Study CAPM Iteration Goals, Capacity, and Planning Choices: key concepts, common traps, and exam decision cues.
Iteration planning is not only about fitting as many items as possible into a timebox. CAPM usually rewards a more disciplined choice: use the iteration goal, current capacity, historical pace, and work uncertainty together to decide what should fit now.
An iteration goal gives the cycle a coherent purpose. Without one, the team may choose a scattered set of items that fits capacity mathematically but does not support a meaningful outcome.
The goal also helps when tradeoffs appear during the cycle. It gives the team a reference point for deciding what matters most.
That matters on the exam because many weak answer choices focus only on volume. A team can fill an iteration with high-value-looking items and still create poor outcomes if the work does not support a clear near-term objective. CAPM usually favors a coherent, goal-aligned slice of value over a larger but fragmented set of unrelated work.
Velocity is a historical signal of what the team has usually completed. Capacity reflects the actual availability for the upcoming cycle. A team may have a stable past pace but still need to reduce scope because of vacations, onboarding, support work, or other interruptions.
The strongest CAPM answer usually combines both:
CAPM may also test the difference between evidence and commitment. Velocity helps forecast what might be realistic. It is not a contractual promise. If the next iteration contains unfamiliar work, outside approvals, or cross-team dependencies, blindly copying past velocity is usually weaker than adjusting the plan.
flowchart TD
A["Iteration goal"] --> D["Draft scope"]
B["Historical velocity"] --> D
C["Current capacity and risk"] --> D
D --> E["Realistic commitment"]
Strong iteration planning usually asks these questions in sequence:
This is why a strong planning response often looks selective instead of maximal. The team should not pull work solely because it fits on paper. It should select work that supports the goal and remains realistic given current conditions.
The exam often tests how these planning inputs interact:
| Planning input | What it tells you | Common misuse |
|---|---|---|
| Iteration goal | The intended near-term outcome | Treating it as decorative text |
| Velocity | What the team has tended to finish | Treating it as a promise |
| Capacity | What the team can probably support now | Ignoring absences, support load, or onboarding |
| Risk and dependency | What could disrupt completion | Pretending uncertainty does not change commitment |
If a scenario includes reduced availability and stakeholder pressure, the strongest answer is usually not “work harder” or “keep scope fixed.” It is to renegotiate scope while protecting the goal. In adaptive work, honesty about delivery limits is part of good planning, not a failure of commitment.
A team usually finishes around 30 points, but two members will be out next iteration. A weak response is to plan the same scope anyway because stakeholders want more. A stronger response uses the goal and adjusts the commitment to match reduced capacity.
If the team also has one urgent compliance item and two optional enhancements, the best response may be to keep the compliance work and one enhancement that clearly supports the iteration goal, while deferring the lower-value item. CAPM generally rewards selective scope protection instead of broad overcommitment.
A sponsor asks the team to carry forward all unfinished work from the prior iteration and still pull several urgent new items into the next one. The team knows two developers will also spend time supporting a production issue.
The strongest CAPM response is to revisit scope using the new capacity picture and a clear iteration goal. Some items may need to be deferred, split, or re-prioritized. A scenario like this tests whether you understand that adaptive planning protects focus and realism, rather than preserving scope at all costs.
Scenario: A team has averaged 28 to 30 points over recent iterations. Next cycle, two members will be out part of the time, but stakeholders still want the team to pull in 35 points because several items are urgent.
Question: How should the team plan that iteration?
35 points anyway because urgency matters more than capacityBest answer: B
Explanation: CAPM usually rewards realistic planning based on past pace, real capacity, and coherent goal-driven scope.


Exercise description: Go through the material under this sentence. Return every line holding "right".

Data shown:
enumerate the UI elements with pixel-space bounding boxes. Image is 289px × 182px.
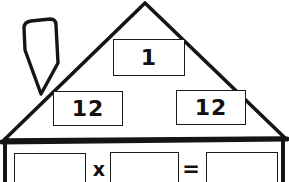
equation-blank-result[interactable] [206, 152, 278, 182]
equals-operator: = [180, 159, 202, 180]
fact-family-house-worksheet: 1 12 12 x = [0, 0, 289, 182]
roof-box-right-value: 12 [195, 97, 228, 119]
multiplication-operator: x [89, 160, 109, 179]
roof-box-top-value: 1 [141, 47, 157, 69]
eave-band [2, 139, 287, 142]
roof-box-top[interactable]: 1 [113, 39, 185, 76]
equation-blank-first[interactable] [14, 153, 86, 182]
roof-box-right[interactable]: 12 [176, 90, 246, 125]
roof-box-left[interactable]: 12 [53, 91, 123, 126]
roof-box-left-value: 12 [72, 98, 105, 120]
chimney [24, 19, 58, 94]
equation-blank-second[interactable] [110, 152, 179, 182]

Solution to this problem:
roof-box-right-value: 12 [195, 97, 228, 119]
roof-box-right[interactable]: 12 [176, 90, 246, 125]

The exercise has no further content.